China's icebreaker Xuelong, or "Snow Dragon," works alongside a drift ice camp in the Arctic Ocean in 2010. (Timo Palo / CC via Wikimedia Commons)
China’s icebreaker Xue Long, or “Snow Dragon,” works alongside a drift ice camp in the Arctic Ocean in 2010. (Timo Palo / CC via Wikimedia Commons)

This is the eighth Arctic expedition for Xue Long (which translates as Snow Dragon), but the first time the icebreaking research vessel has attempted to sail the Arctic rim, China’s state CGTN channel reports.

Circumnavigating the Arctic is expected to take 83 days and the voyage spent the two first weeks of August sailing north from the Bering Strait towards the North Pole. A map of the ship’s route posted by CGTN shows it sailed east of the North Pole, but far north of Russia’s Northern Sea Route.

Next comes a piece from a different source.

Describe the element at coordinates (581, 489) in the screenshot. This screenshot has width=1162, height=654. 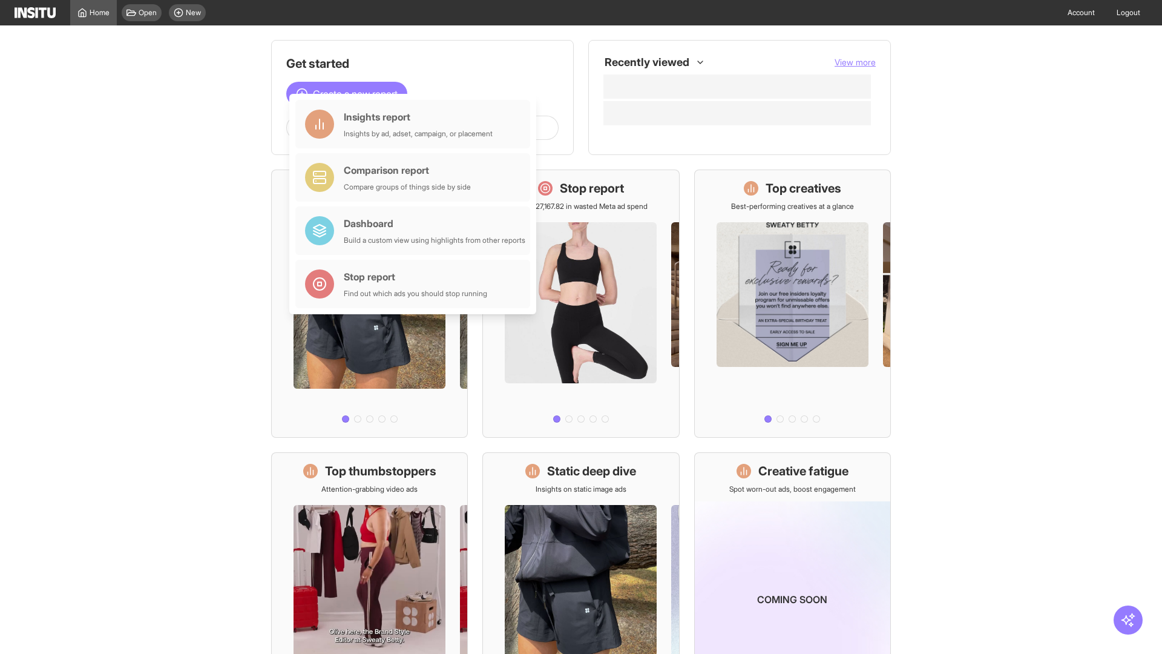
I see `p: Insights on static image ads` at that location.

The scientists on board made seven stops in in the Arctic ice, conducting “ice station works,” according to CGTN.

Speaking at a press conferance in Shanhai before departure, Chief scientists of the expedition team, Xu Ren, said the voyage would focus on a series of frontier scientific research on marine biology, meteorology, geology and chemistry, such as ocean acidification and plastic pollution in the sea, Xinhua News Agency reports.

Xue Long will now expected to sail northwest, to crush the ice through the Northwest Passage, in China’s first attempt to navigate a possible shipping route linking the Pacific and Atlantic Oceans through islands of the Canadian Arctic.

For China, there are three main objectives in the Arctic; research, natural resources and new trade routes.

Railway and port infrastructure were on Vice Premier Wang Yang’s agenda when participating at Russia’s Arctic Forum in Arkhangelsk in March.

While Russia’s Northern Sea Route, north of Siberia, is nearly ice-free this time of the year, the Northwest Passage has more ice and more multiple years ice making it harder to navigate.

CGTN says the icebreaker will enter Canadian exclusive economic zone on August 29th.

Xue Long is China’s first icebreaker, built in Ukraine in 1993. On board, there are a data processing center, seven laboratories with a total area of 200 square meters. It has three smaller boats and a helicopter, according to the portal of the Chinese Arctic and Antarctic Administration.